Edmond Brooks-Beckman: Room 13

Apr 3 - May 16, 2026 Seoul
Overview

Duarte Sequeira is pleased to present Room 13 by Edmond Brooks-Beckman, the artist’s second exhibition in Seoul. This exhibition opens as an inquiry into pressure, not as an image but as a condition. It is a condition that operates across material, structure, and perception, and it is precisely in this simultaneity that the work finds its urgency. What we encounter here is not painting as resolution, but painting as a site of ongoing negotiation.

The surfaces insist on their own instability. Watercolour, a medium historically associated with transparency and control, is pushed into a different temporality. It is layered, stressed, and brought to a point where it begins to exceed its own conventions. One could say that the works stage a kind of test. How much can the surface hold before it gives way. How much density can be sustained before collapse. In this sense, the paintings are not composed so much as they are continuously recalibrated. They exist in a state of near failure, and it is precisely this proximity that generates their intensity.

At the same time, there is a vocabulary of structures that recurs throughout the works. Enclosures, partitions, tables. These are not simply formal devices.They organise visibility while simultaneously producing its limits. They create interiors that resist full access. What is important here is not what is shown, but what remains withheld. The paintings remind us that every structure of display is also a structure of exclusion. In this context, the reference to the classroom becomes particularly significant. The classroom is one of the most formative architectures of contemporary life, an institutional rite of passage. It is a space where individuality is both invoked and managed, where attention is distributed, regulated, and measured and where the traces of identity are silently carved into tables and scratched into walls. What emerges in these works is not a representation of that space, but a translation of its logic. Repetition, segmentation, and control become painterly operations. At the same time, small acts of resistance persist.

We might also think about authority here, not as something fixed, but as something that needs to be constantly performed. Authority depends on repetition, on the reiteration of forms that appear stable only because they are continuously reinforced. The paintings make this visible. What seems stable at first begins to shift. Edges lose their certainty. Surfaces begin to tremble. What we are witnessing is not the breakdown of structure, but its exposure as something inherently precarious. There is also an intimate dimension to the work. The recurring table becomes a site of relation. It brings bodies into proximity, but it does not guarantee connection. On the contrary, it stages the difficulty of relation.

Perhaps this is where the work is most compelling. It does not resolve the tensions it sets up. It sustains them. It keeps open a space in which something might happen, without determining what that something will be. In a moment where so much of the visual field is oriented toward clarity and immediacy, these paintings insist on opacity, on duration, on the right to remain unresolved.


EXERCISE OBJECTIVE: Excluding all pictures, please output the listing exactly.
#####
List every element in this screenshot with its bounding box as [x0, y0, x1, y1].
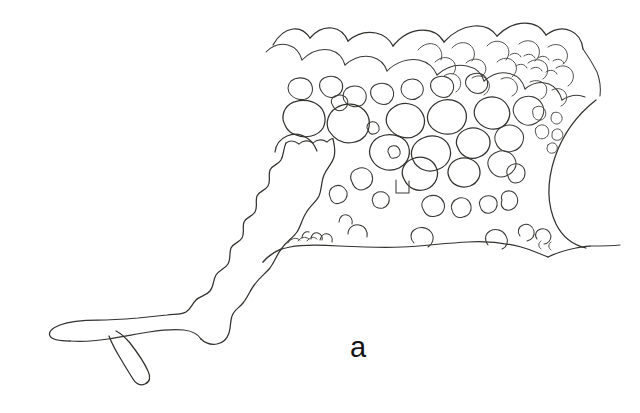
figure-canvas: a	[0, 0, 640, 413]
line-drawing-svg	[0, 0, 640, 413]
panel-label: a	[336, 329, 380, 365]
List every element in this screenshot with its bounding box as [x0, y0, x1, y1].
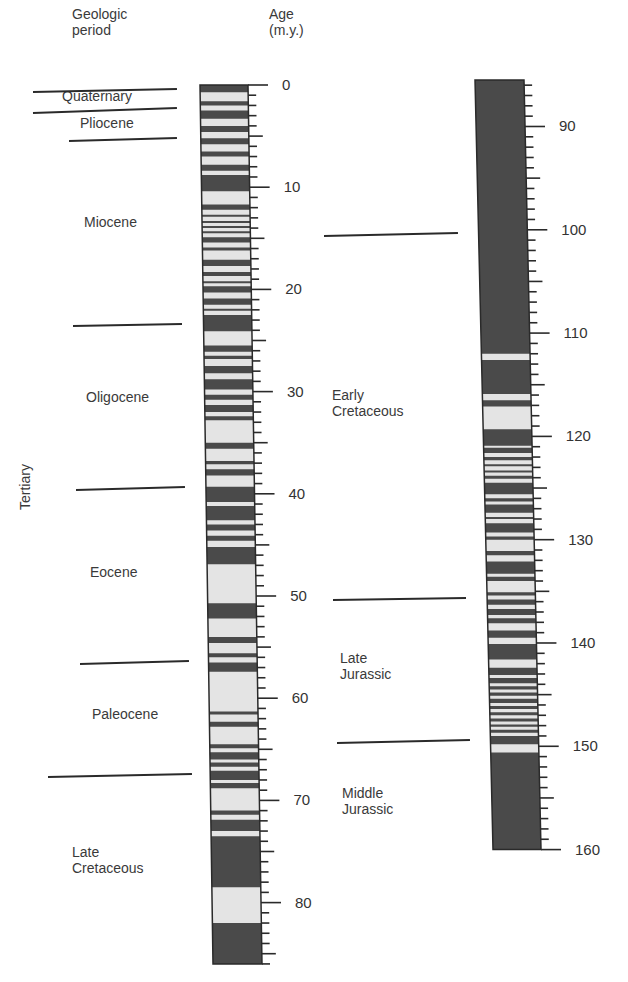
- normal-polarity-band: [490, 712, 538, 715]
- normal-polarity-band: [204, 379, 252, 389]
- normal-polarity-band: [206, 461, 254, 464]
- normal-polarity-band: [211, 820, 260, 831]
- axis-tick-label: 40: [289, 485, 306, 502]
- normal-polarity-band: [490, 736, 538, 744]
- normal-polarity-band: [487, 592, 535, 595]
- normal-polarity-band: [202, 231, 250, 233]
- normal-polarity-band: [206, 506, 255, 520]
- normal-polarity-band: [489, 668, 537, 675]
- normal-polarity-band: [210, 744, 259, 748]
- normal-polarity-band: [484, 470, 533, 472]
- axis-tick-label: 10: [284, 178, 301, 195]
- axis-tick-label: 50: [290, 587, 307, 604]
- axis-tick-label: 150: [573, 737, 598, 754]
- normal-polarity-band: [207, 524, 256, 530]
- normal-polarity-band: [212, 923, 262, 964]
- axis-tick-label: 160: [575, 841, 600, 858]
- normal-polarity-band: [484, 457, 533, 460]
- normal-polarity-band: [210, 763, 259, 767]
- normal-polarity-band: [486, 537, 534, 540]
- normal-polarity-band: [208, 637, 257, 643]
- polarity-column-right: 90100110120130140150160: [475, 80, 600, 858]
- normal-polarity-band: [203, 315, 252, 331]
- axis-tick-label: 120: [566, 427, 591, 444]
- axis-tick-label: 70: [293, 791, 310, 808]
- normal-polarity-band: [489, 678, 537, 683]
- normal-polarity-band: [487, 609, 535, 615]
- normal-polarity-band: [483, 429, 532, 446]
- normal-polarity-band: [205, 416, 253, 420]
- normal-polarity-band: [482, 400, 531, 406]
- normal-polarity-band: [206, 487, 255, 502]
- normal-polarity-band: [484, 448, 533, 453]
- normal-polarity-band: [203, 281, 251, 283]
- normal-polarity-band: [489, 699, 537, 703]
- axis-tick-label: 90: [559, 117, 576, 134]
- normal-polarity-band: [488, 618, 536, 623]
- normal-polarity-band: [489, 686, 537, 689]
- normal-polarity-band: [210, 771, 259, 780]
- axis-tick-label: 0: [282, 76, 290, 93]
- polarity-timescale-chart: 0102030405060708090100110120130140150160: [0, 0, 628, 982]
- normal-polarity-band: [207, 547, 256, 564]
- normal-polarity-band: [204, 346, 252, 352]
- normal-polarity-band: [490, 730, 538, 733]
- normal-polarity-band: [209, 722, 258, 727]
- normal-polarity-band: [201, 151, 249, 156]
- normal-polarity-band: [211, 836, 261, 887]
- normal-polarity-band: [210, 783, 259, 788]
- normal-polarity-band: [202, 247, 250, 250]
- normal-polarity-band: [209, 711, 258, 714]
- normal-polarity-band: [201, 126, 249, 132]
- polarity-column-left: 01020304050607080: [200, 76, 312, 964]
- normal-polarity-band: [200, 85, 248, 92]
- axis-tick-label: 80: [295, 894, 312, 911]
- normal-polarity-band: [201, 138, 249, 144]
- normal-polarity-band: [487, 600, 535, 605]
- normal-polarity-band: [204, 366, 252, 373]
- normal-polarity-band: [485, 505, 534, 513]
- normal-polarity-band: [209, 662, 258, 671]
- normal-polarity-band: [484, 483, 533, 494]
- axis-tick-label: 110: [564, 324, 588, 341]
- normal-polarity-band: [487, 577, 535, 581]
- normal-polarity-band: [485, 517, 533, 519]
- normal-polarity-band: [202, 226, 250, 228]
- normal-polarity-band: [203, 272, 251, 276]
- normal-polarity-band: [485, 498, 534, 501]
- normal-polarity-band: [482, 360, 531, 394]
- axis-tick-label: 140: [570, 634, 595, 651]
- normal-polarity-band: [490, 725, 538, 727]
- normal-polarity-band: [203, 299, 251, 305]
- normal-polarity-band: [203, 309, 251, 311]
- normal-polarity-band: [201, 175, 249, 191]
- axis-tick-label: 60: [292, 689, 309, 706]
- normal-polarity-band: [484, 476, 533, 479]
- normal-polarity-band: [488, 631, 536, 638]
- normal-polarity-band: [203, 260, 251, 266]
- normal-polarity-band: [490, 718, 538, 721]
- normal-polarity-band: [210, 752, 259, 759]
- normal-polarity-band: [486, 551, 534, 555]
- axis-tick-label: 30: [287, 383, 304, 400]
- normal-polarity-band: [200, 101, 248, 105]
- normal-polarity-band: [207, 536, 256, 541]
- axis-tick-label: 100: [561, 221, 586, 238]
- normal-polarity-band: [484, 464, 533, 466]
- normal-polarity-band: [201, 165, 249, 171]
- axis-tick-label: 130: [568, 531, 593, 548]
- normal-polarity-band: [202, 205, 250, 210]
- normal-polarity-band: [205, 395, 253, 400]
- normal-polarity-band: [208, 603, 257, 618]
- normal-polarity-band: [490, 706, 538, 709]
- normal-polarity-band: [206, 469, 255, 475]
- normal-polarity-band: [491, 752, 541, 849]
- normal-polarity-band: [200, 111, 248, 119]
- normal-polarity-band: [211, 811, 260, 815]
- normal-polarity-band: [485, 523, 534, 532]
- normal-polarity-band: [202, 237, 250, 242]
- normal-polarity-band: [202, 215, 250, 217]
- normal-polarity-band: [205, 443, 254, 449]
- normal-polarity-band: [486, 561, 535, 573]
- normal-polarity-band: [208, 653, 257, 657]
#####
RESPONSE TO THE TASK:
List every element in this screenshot with its bounding box as [x0, y0, x1, y1].
figure-canvas: a	[0, 0, 640, 413]
line-drawing-svg	[0, 0, 640, 413]
panel-label: a	[336, 329, 380, 365]
List every element in this screenshot with its bounding box as [x0, y0, x1, y1].
- normal-polarity-band: [490, 712, 538, 715]
- normal-polarity-band: [204, 379, 252, 389]
- normal-polarity-band: [206, 461, 254, 464]
- normal-polarity-band: [211, 820, 260, 831]
- axis-tick-label: 40: [289, 485, 306, 502]
- normal-polarity-band: [490, 736, 538, 744]
- normal-polarity-band: [487, 592, 535, 595]
- normal-polarity-band: [202, 231, 250, 233]
- normal-polarity-band: [206, 506, 255, 520]
- normal-polarity-band: [489, 668, 537, 675]
- normal-polarity-band: [210, 744, 259, 748]
- normal-polarity-band: [484, 470, 533, 472]
- axis-tick-label: 10: [284, 178, 301, 195]
- axis-tick-label: 50: [290, 587, 307, 604]
- axis-tick-label: 150: [573, 737, 598, 754]
- normal-polarity-band: [207, 524, 256, 530]
- normal-polarity-band: [212, 923, 262, 964]
- axis-tick-label: 160: [575, 841, 600, 858]
- normal-polarity-band: [484, 457, 533, 460]
- normal-polarity-band: [210, 763, 259, 767]
- normal-polarity-band: [486, 537, 534, 540]
- normal-polarity-band: [208, 637, 257, 643]
- polarity-column-right: 90100110120130140150160: [475, 80, 600, 858]
- normal-polarity-band: [203, 315, 252, 331]
- axis-tick-label: 120: [566, 427, 591, 444]
- axis-tick-label: 70: [293, 791, 310, 808]
- normal-polarity-band: [489, 678, 537, 683]
- normal-polarity-band: [487, 609, 535, 615]
- normal-polarity-band: [483, 429, 532, 446]
- normal-polarity-band: [205, 416, 253, 420]
- normal-polarity-band: [482, 400, 531, 406]
- normal-polarity-band: [206, 487, 255, 502]
- normal-polarity-band: [484, 448, 533, 453]
- normal-polarity-band: [203, 281, 251, 283]
- normal-polarity-band: [489, 699, 537, 703]
- axis-tick-label: 90: [559, 117, 576, 134]
- normal-polarity-band: [488, 618, 536, 623]
- normal-polarity-band: [489, 686, 537, 689]
- normal-polarity-band: [210, 771, 259, 780]
- axis-tick-label: 0: [282, 76, 290, 93]
- polarity-timescale-chart: 0102030405060708090100110120130140150160: [0, 0, 628, 982]
- normal-polarity-band: [207, 547, 256, 564]
- normal-polarity-band: [204, 346, 252, 352]
- normal-polarity-band: [490, 730, 538, 733]
- normal-polarity-band: [209, 722, 258, 727]
- normal-polarity-band: [201, 151, 249, 156]
- normal-polarity-band: [211, 836, 261, 887]
- normal-polarity-band: [210, 783, 259, 788]
- normal-polarity-band: [202, 247, 250, 250]
- normal-polarity-band: [209, 711, 258, 714]
- normal-polarity-band: [201, 126, 249, 132]
- polarity-column-left: 01020304050607080: [200, 76, 312, 964]
- normal-polarity-band: [200, 85, 248, 92]
- axis-tick-label: 80: [295, 894, 312, 911]
- normal-polarity-band: [201, 138, 249, 144]
- normal-polarity-band: [487, 600, 535, 605]
- normal-polarity-band: [204, 366, 252, 373]
- normal-polarity-band: [485, 505, 534, 513]
- normal-polarity-band: [209, 662, 258, 671]
- normal-polarity-band: [484, 483, 533, 494]
- axis-tick-label: 110: [564, 324, 588, 341]
- normal-polarity-band: [487, 577, 535, 581]
- normal-polarity-band: [485, 517, 533, 519]
- normal-polarity-band: [202, 226, 250, 228]
- normal-polarity-band: [203, 272, 251, 276]
- normal-polarity-band: [485, 498, 534, 501]
- normal-polarity-band: [482, 360, 531, 394]
- axis-tick-label: 140: [570, 634, 595, 651]
- normal-polarity-band: [490, 725, 538, 727]
- normal-polarity-band: [203, 299, 251, 305]
- normal-polarity-band: [203, 309, 251, 311]
- normal-polarity-band: [201, 175, 249, 191]
- axis-tick-label: 60: [292, 689, 309, 706]
- normal-polarity-band: [484, 476, 533, 479]
- normal-polarity-band: [488, 631, 536, 638]
- normal-polarity-band: [203, 260, 251, 266]
- normal-polarity-band: [490, 718, 538, 721]
- normal-polarity-band: [210, 752, 259, 759]
- normal-polarity-band: [486, 551, 534, 555]
- axis-tick-label: 30: [287, 383, 304, 400]
- normal-polarity-band: [200, 101, 248, 105]
- normal-polarity-band: [207, 536, 256, 541]
- axis-tick-label: 100: [561, 221, 586, 238]
- normal-polarity-band: [484, 464, 533, 466]
- normal-polarity-band: [201, 165, 249, 171]
- axis-tick-label: 130: [568, 531, 593, 548]
- normal-polarity-band: [202, 205, 250, 210]
- normal-polarity-band: [205, 395, 253, 400]
- normal-polarity-band: [208, 603, 257, 618]
- normal-polarity-band: [490, 706, 538, 709]
- normal-polarity-band: [206, 469, 255, 475]
- normal-polarity-band: [491, 752, 541, 849]
- normal-polarity-band: [200, 111, 248, 119]
- normal-polarity-band: [211, 811, 260, 815]
- normal-polarity-band: [485, 523, 534, 532]
- normal-polarity-band: [202, 237, 250, 242]
- normal-polarity-band: [202, 215, 250, 217]
- normal-polarity-band: [205, 443, 254, 449]
- normal-polarity-band: [486, 561, 535, 573]
- normal-polarity-band: [208, 653, 257, 657]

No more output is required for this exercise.